The model range leans hard into spectacle without feeling out of step with the rank-and-file aesthetic that defines The Old World. Sky Lanterns drift above blocks of infantry like mobile command towers, combining sniper fire with bomb runs. Cathayan Sentinels—towering golems forged from terracotta, jade, or warpstone—work almost like War Machines that can walk, shrugging cannonballs while dealing impact hits. Even the standard artillery sprue offers a choice between disciplined dragon-mouthed cannons and wildly theatrical Fire Rain Rocket Batteries, giving hobbyists diorama-ready crews (complete with optional Ogre loader) straight out of the gate. It’s hard to recall a launch box that begged this loudly for display paint jobs since the original Bretonnian plastics of the ’90s.

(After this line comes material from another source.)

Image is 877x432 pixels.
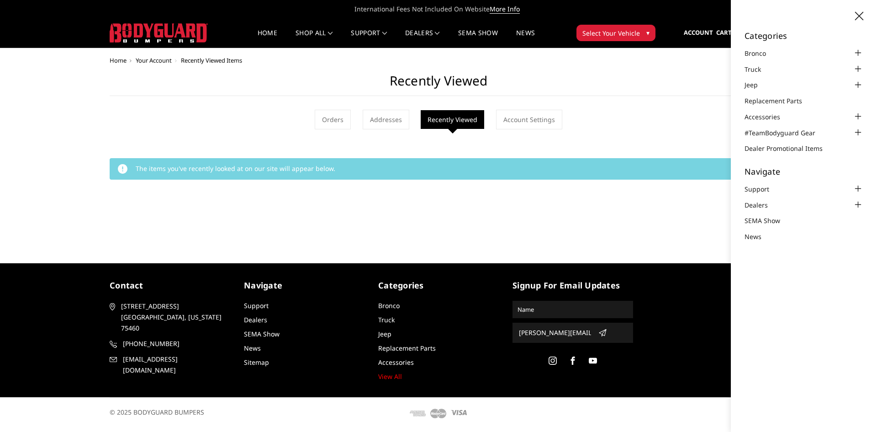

In playtesting snippets, designers liken Cathay to Bretonnian Knights crossed with Dwarf gun lines. Jade Lancers hit with shock-cavalry force yet boast the staying power of heavy infantry, while artillery and Sky Lanterns provide scalpel-precise ranged threats rather than carpet-bomb saturation. The Shugengan Lord embodies the faction’s versatility: part sword-saint, part loremaster, and—thanks to dragon blood—fully capable of frontline heroics.

The new Arcane Journal explores why the Storm Dragon Miao Ying sails west—Chaos incursions, strained alliances with Ulthuan, and hints of a jade-fleeted mercenary force that blends Cathayan regiments with Empire auxiliaries.

Games Workshop needed a headline moment to keep The Old World’s relaunch momentum rolling after the initial wave of classic factions. Grand Cathay provides that jolt in three ways:

  1. Fresh Visual Identity – Square-base players have never seen Chinese-inspired architecture, armor, and mythic beasts rendered at this fidelity. It broadens the game’s aesthetic and invites new hobby styles.

  2. Compact Entry Point – One battalion plus a character could hit 1,500 points; new players can reach tournament size very quickly.

  3. Cross-Media Appeal – Fans who discovered Cathay via Total War: Warhammer III finally get to put painted miniatures on a real table, closing the loop between digital and physical realms.

Our shop is starting a slow-grow league for Old World to coincide with the release, starting two weeks after the release so that Cathayan players can get started.

Until then, Cathay generals will be busy mastering resource-light tactics: holding lines with 30-model blocks, protecting high-value artillery, and timing Yin/Yang swings for decisive charges.

If you’ve been waiting for a sign that The Old World is a living, expanding game, grab your brush, find the perfect jade recipe, and let harmony march.